A determination has “nationwide scope or effect” if the EPA’s justification applies nationally as a legal or practical matter. For example, in Calumet Shreveport, the EPA denied the exemptions based on an economic theory and statutory interpretation that applied to all refineries nationwide. And an action is “based on” the nationwide determination if that is the most important part—the gravamen—of the EPA’s reasoning. A determination falls short “if EPA also relied in significant part on other, intensely factual considerations.”

Expect ‘Gravamen’ Debates

The EPA often takes local or regional actions that are at least partially predicated on nationally applicable reasoning. Calumet Shreveport and Oklahoma prove why determining what is the “gravamen” of the EPA’s reasoning could prove challenging in practice.

Compare the two cases the Supreme Court decided.

In Calumet Shreveport, the EPA announced a presumption that all petitions should be rejected and only considered refinery-specific facts to decide whether to deviate from the presumption. Because the EPA relied on its determination of nationwide scope or effect to reach a presumptive resolution, those determinations qualified as the decision’s gravamen—and venue belonged in the DC Circuit.

In Oklahoma, the EPA again made nationwide methodological determinations about how it would evaluate each state’s proposal for complying with the EPA’s air quality standards. But the state-specific application of those guiding principles was far more important to the result—meaning venue belonged in the regional circuit.

As Justice Elena Kagan summed up at oral argument, in “one, everything is being decided by the nationwide determination; and the other, pretty much nothing is being decided by the nationwide determination.”

Those conclusions weren’t necessarily obvious, as the dissenters in Calumet Shreveport observed. Both sets of actions incorporated some nationwide determinations and some individual facts and how to separate the gravamen from the not-gravamen is a matter of degree and judgment.

But gravamen tests aren’t new. Courts ask whether the gravamen of the action occurred abroad in analyzing Foreign Sovereign Immunities Act suits and use the gravamen test to distinguish between contract and tort actions. Perhaps that experience will make this test easier to apply in practice. Or perhaps not. Debates will remain.

Manipulating Venue

The EPA still can manipulate venue through the nationwide-scope-or-effect exception. To trigger the exception, the EPA must find and publish a determination that its action is based on a determination of nationwide scope or effect.

A court still must agree, but if the EPA wants to litigate in the DC Circuit, it will include the finding. And if the EPA wants to litigate elsewhere, omitting that determination will leave litigants with no choice.

Protective Petitions

To hedge their bets, petitioners often file protective petitions in both the regional circuit and the DC Circuit. Filing in just one circuit risks timeliness issues if the court dismisses for improper venue, rather than transferring the case to the other court.

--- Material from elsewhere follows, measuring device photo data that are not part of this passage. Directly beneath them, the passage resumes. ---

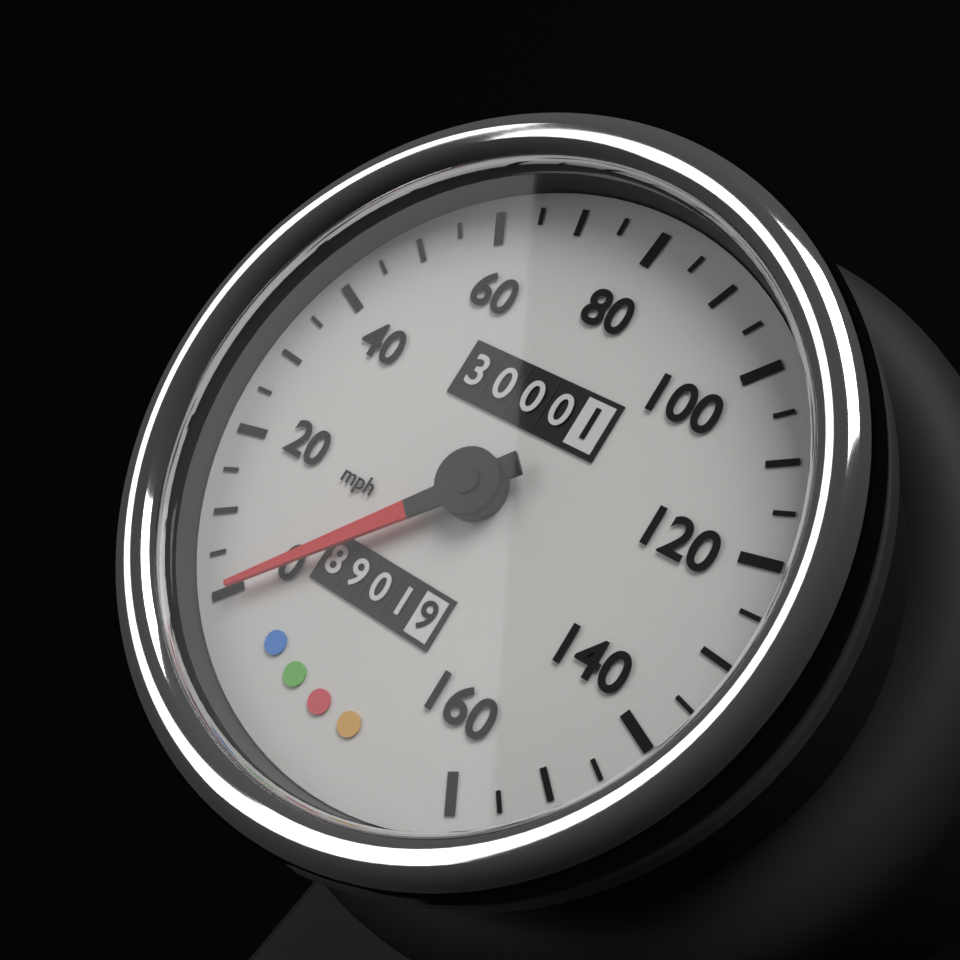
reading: 0 mph
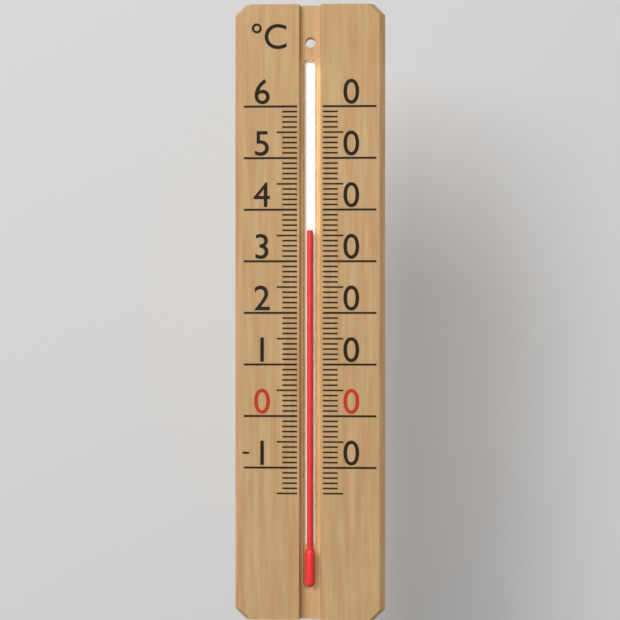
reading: 36 °C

However, filing a protective petition means a fight over venue is practically inevitable, and it can be costly and frustrating to litigate venue before getting to the merits. As Justice Neil Gorsuch’s dissent observed, “[l]itigation over whether the case is in the right court is essentially a waste of time and resources.”

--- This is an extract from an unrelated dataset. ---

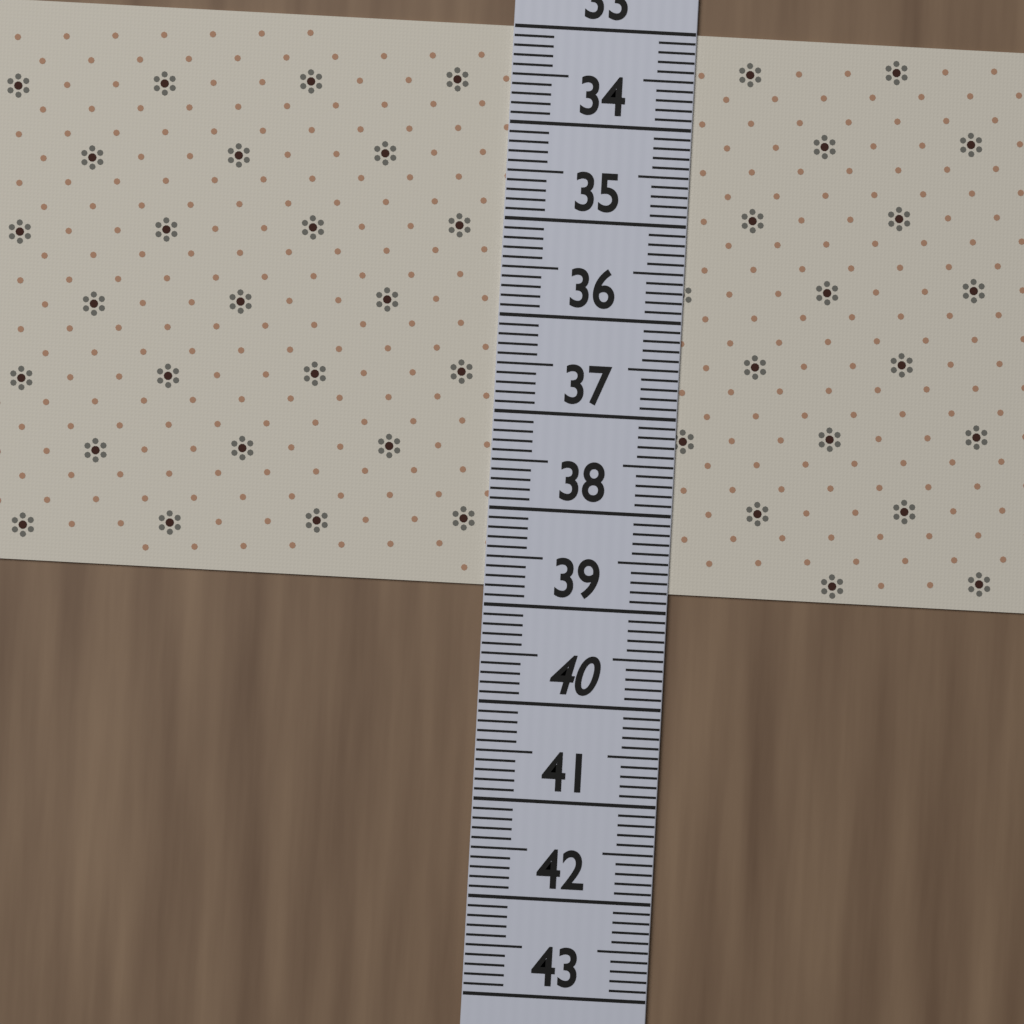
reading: 38.8 (no unit)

Calumet Shreveport and Oklahoma clarify the rules of the road for CAA petitioners. But given the difficulty in identifying the gravamen of an EPA action, litigants shouldn’t jettison protective petitions just yet.

The cases are Environmental Protection Agency v. Calumet Shreveport Refining, L.L.C., U.S., No. 23-1229, 6/18/25; Oklahoma v. Environmental Protection Agency, U.S., No. 23-1067, 6/18/25.

This article does not necessarily reflect the opinion of Bloomberg Industry Group, Inc., the publisher of Bloomberg Law, Bloomberg Tax, and Bloomberg Government, or its owners.

Author Information

Sean Marotta is partner at Hogan Lovells and has argued at the Supreme Court and in state and federal courts across the country.

Danielle Desaulniers Stempel is a senior associate in Hogan Lovells’ Supreme Court and Appellate practice group who regularly litigates administrative-procedure cases.

Joe Liberman contributed to this article.